Her name is Rafflesia Pong (Rafflesia=largest flower in the world, which reeks of animal carcass; Pong=stink). She's a bottom-ranking arts show host who's disillusioned with "those over-rated underachievers we call artists." He's Eric Tan (Eric=Eric, Tan=typical Chinese surname), a product designer who's just about to learn that it doesn't pay to be creative. They both work for FONY, a multinational conglomerate whose mission statement, copied from a Taiwanese company, is to be original.
In the face of such pressure, will Eric and Rafflesia retain their artistic integrityor will they finally sell out to fame, fortune or some other nasty thing that also starts with "F"?
Sell Out! world-premiered at the Venice Film Festival in 2008 and won the Young Cinema Award for Altre Visioni. It also won the NETPAC Award at the Taipei Golden Horse Film Festival and has been invited to 13 international film festivals so far. It will finally premiere in its home country of Malaysia on 7 May 2009. Sell Out! stars Jerrica Lai, Peter Davis, Kee Thuan Chye, Lim Teik Leong, Hannah Lo, Lee Szu Hung and Wong Wai Hoong. It is written and directed by Yeo Joon Han.
AWARDS & ACCOLADES (as of 1 Jan 2009)
WINNER
Young Cinema Award for Alternative Vision
Venice Film Festival
WINNER
NETPAC Award
Taipei Golden Horse Film Festival
Best Film of the Venice Critics Week 2008
-Italian Critics Poll, Cineforum
Sell Out! will be in competition in the Singapore International Film Festival. It's a great honour for me as I lived and studied in Singapore during my teenage years. Our screening's at 9.15pm on 21 April 09 at the Singapore National Museum. If you're in Singapore, please come support us! I'll be there. And, hopefully, so will some of our cast and crew members.
I've just heard that Sell Out! will also be in competition in the Buenos Aires International Independent Film Festival (BAFICI). If only I can afford the flight...! The festival's in March.

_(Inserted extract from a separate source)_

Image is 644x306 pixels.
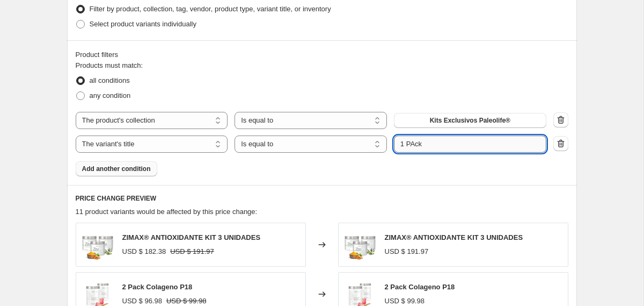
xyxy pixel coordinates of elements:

Finally, the not so great news. Our Malaysian release has been postponed, from March to (probably) May. I've learnt so much about dealing with Malaysian distributors these last weeks. They look down on Malaysian films. They draw conclusions and draw up release plans for our films BEFORE they've even seen the films! One distributor who has been in the industry for close to 30 years even advised me to copy Hollywood movies and not try doing original stuff. I stared at him and realised that I was living a scene from Sell Out! The entire distribution experience so far has been surreal. It's like someone's telling me Sell Out! Part 2 should be all about film distribution in this country.
Fighting against these people is so exhausting. Makes me wonder if I shouldn't write novels instead.
Writer/Director: Joon Han
Director of Photography: Eric Yeong
Sound: Ram @ Sean Chia (Tune Army)
Production Designer: Jimmy Bong
Location Manager: Adam Chong
Hair & Make-up: Monica Lee
Assistant Director: Kareem Koh
Production Manager: Jackie Urban Poh
Script Supervisor: James Wong
Music: Joon Han, Bruno Brugnano, Jamorn Vathakanon
8-in-1 Super Soyamaker Design: Nicholas Lim
Sound Mix: Boom Suvagondha
Film Post-Production: The Post Bangkok
Cast: Jerrica Lai, Peter Davis, Kee Thuan Chye, Lim Teik Leong, Wong Wai Hoong, Lee Szu Hung, Hannah Lo
Sell Out!
(Malaysia)
By DEREK ELLEY
An Astro Shaw presentation of an Amok Films production. (International sales: Amok, Kulala Lumpur.) Produced by Yeo Joon-han. Executive producer, Mohd. Sofiyan Bin Abdul Rahman.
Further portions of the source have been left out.